- The problem: Every line of the material must be written out again unchanged.

-=-=-=-=-

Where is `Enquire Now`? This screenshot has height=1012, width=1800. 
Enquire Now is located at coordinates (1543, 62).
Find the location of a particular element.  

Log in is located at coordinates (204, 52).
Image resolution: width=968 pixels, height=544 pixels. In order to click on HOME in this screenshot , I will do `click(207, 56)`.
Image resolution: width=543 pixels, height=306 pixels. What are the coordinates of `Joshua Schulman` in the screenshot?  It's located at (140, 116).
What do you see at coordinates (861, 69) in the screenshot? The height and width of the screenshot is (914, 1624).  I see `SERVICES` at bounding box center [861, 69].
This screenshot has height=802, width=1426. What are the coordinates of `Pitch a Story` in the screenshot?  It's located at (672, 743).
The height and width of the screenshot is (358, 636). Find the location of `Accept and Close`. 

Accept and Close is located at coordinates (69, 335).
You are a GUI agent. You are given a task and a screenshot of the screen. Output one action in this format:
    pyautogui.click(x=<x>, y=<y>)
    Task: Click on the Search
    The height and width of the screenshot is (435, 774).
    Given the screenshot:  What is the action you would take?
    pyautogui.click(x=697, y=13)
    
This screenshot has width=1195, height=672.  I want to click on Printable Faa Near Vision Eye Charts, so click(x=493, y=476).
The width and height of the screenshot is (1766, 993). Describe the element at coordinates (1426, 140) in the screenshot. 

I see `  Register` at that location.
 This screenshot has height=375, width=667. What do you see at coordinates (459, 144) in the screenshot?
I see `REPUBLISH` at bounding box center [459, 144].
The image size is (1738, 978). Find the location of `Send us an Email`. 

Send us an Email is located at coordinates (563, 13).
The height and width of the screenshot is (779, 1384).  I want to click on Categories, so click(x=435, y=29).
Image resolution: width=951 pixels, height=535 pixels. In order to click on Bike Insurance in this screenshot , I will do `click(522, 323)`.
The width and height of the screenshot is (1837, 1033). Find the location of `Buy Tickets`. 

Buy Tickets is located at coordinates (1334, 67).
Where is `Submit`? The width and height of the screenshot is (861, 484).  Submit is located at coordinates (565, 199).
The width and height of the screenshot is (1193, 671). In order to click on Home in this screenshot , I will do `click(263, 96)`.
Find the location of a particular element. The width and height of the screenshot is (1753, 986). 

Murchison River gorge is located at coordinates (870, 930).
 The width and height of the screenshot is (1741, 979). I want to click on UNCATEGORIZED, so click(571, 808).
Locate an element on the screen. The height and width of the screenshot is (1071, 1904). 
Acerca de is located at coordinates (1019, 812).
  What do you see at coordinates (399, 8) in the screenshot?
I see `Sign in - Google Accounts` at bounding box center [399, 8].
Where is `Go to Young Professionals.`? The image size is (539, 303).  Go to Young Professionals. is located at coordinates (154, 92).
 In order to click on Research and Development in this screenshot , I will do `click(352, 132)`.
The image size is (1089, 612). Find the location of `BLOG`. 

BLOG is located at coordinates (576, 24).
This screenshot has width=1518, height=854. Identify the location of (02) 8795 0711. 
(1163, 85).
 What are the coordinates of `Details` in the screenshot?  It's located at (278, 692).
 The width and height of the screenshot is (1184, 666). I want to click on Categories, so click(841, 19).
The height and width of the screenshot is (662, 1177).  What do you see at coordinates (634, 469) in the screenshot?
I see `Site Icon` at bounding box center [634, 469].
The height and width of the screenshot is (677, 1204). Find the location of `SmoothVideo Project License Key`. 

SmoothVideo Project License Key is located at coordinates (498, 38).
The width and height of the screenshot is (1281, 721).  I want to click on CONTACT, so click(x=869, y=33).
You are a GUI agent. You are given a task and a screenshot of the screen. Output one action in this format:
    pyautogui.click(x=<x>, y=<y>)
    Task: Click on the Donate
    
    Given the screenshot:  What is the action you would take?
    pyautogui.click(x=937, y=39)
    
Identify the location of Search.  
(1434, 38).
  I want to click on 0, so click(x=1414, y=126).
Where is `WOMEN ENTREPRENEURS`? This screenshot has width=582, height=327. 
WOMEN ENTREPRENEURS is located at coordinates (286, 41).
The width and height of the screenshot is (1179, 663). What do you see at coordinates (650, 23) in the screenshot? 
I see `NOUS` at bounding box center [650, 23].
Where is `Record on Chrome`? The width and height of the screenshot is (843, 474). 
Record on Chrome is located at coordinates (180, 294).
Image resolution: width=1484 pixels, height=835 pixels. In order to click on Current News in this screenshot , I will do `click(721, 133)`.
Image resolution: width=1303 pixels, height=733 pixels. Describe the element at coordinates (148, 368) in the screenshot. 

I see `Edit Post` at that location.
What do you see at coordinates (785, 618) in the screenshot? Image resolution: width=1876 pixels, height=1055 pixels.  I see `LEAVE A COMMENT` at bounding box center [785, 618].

-=-=-=-=-

- Reply:
Where is `Enquire Now`? This screenshot has height=1012, width=1800. 
Enquire Now is located at coordinates (1543, 62).
Find the location of a particular element.  

Log in is located at coordinates (204, 52).
Image resolution: width=968 pixels, height=544 pixels. In order to click on HOME in this screenshot , I will do `click(207, 56)`.
Image resolution: width=543 pixels, height=306 pixels. What are the coordinates of `Joshua Schulman` in the screenshot?  It's located at (140, 116).
What do you see at coordinates (861, 69) in the screenshot? The height and width of the screenshot is (914, 1624).  I see `SERVICES` at bounding box center [861, 69].
This screenshot has height=802, width=1426. What are the coordinates of `Pitch a Story` in the screenshot?  It's located at (672, 743).
The height and width of the screenshot is (358, 636). Find the location of `Accept and Close`. 

Accept and Close is located at coordinates (69, 335).
You are a GUI agent. You are given a task and a screenshot of the screen. Output one action in this format:
    pyautogui.click(x=<x>, y=<y>)
    Task: Click on the Search
    The height and width of the screenshot is (435, 774).
    Given the screenshot:  What is the action you would take?
    pyautogui.click(x=697, y=13)
    
This screenshot has width=1195, height=672.  I want to click on Printable Faa Near Vision Eye Charts, so click(x=493, y=476).
The width and height of the screenshot is (1766, 993). Describe the element at coordinates (1426, 140) in the screenshot. 

I see `  Register` at that location.
 This screenshot has height=375, width=667. What do you see at coordinates (459, 144) in the screenshot?
I see `REPUBLISH` at bounding box center [459, 144].
The image size is (1738, 978). Find the location of `Send us an Email`. 

Send us an Email is located at coordinates (563, 13).
The height and width of the screenshot is (779, 1384).  I want to click on Categories, so click(x=435, y=29).
Image resolution: width=951 pixels, height=535 pixels. In order to click on Bike Insurance in this screenshot , I will do `click(522, 323)`.
The width and height of the screenshot is (1837, 1033). Find the location of `Buy Tickets`. 

Buy Tickets is located at coordinates (1334, 67).
Where is `Submit`? The width and height of the screenshot is (861, 484).  Submit is located at coordinates (565, 199).
The width and height of the screenshot is (1193, 671). In order to click on Home in this screenshot , I will do `click(263, 96)`.
Find the location of a particular element. The width and height of the screenshot is (1753, 986). 

Murchison River gorge is located at coordinates (870, 930).
 The width and height of the screenshot is (1741, 979). I want to click on UNCATEGORIZED, so click(571, 808).
Locate an element on the screen. The height and width of the screenshot is (1071, 1904). 
Acerca de is located at coordinates (1019, 812).
  What do you see at coordinates (399, 8) in the screenshot?
I see `Sign in - Google Accounts` at bounding box center [399, 8].
Where is `Go to Young Professionals.`? The image size is (539, 303).  Go to Young Professionals. is located at coordinates (154, 92).
 In order to click on Research and Development in this screenshot , I will do `click(352, 132)`.
The image size is (1089, 612). Find the location of `BLOG`. 

BLOG is located at coordinates (576, 24).
This screenshot has width=1518, height=854. Identify the location of (02) 8795 0711. 
(1163, 85).
 What are the coordinates of `Details` in the screenshot?  It's located at (278, 692).
 The width and height of the screenshot is (1184, 666). I want to click on Categories, so click(841, 19).
The height and width of the screenshot is (662, 1177).  What do you see at coordinates (634, 469) in the screenshot?
I see `Site Icon` at bounding box center [634, 469].
The height and width of the screenshot is (677, 1204). Find the location of `SmoothVideo Project License Key`. 

SmoothVideo Project License Key is located at coordinates (498, 38).
The width and height of the screenshot is (1281, 721).  I want to click on CONTACT, so click(x=869, y=33).
You are a GUI agent. You are given a task and a screenshot of the screen. Output one action in this format:
    pyautogui.click(x=<x>, y=<y>)
    Task: Click on the Donate
    
    Given the screenshot:  What is the action you would take?
    pyautogui.click(x=937, y=39)
    
Identify the location of Search.  
(1434, 38).
  I want to click on 0, so click(x=1414, y=126).
Where is `WOMEN ENTREPRENEURS`? This screenshot has width=582, height=327. 
WOMEN ENTREPRENEURS is located at coordinates (286, 41).
The width and height of the screenshot is (1179, 663). What do you see at coordinates (650, 23) in the screenshot? 
I see `NOUS` at bounding box center [650, 23].
Where is `Record on Chrome`? The width and height of the screenshot is (843, 474). 
Record on Chrome is located at coordinates (180, 294).
Image resolution: width=1484 pixels, height=835 pixels. In order to click on Current News in this screenshot , I will do `click(721, 133)`.
Image resolution: width=1303 pixels, height=733 pixels. Describe the element at coordinates (148, 368) in the screenshot. 

I see `Edit Post` at that location.
What do you see at coordinates (785, 618) in the screenshot? Image resolution: width=1876 pixels, height=1055 pixels.  I see `LEAVE A COMMENT` at bounding box center [785, 618].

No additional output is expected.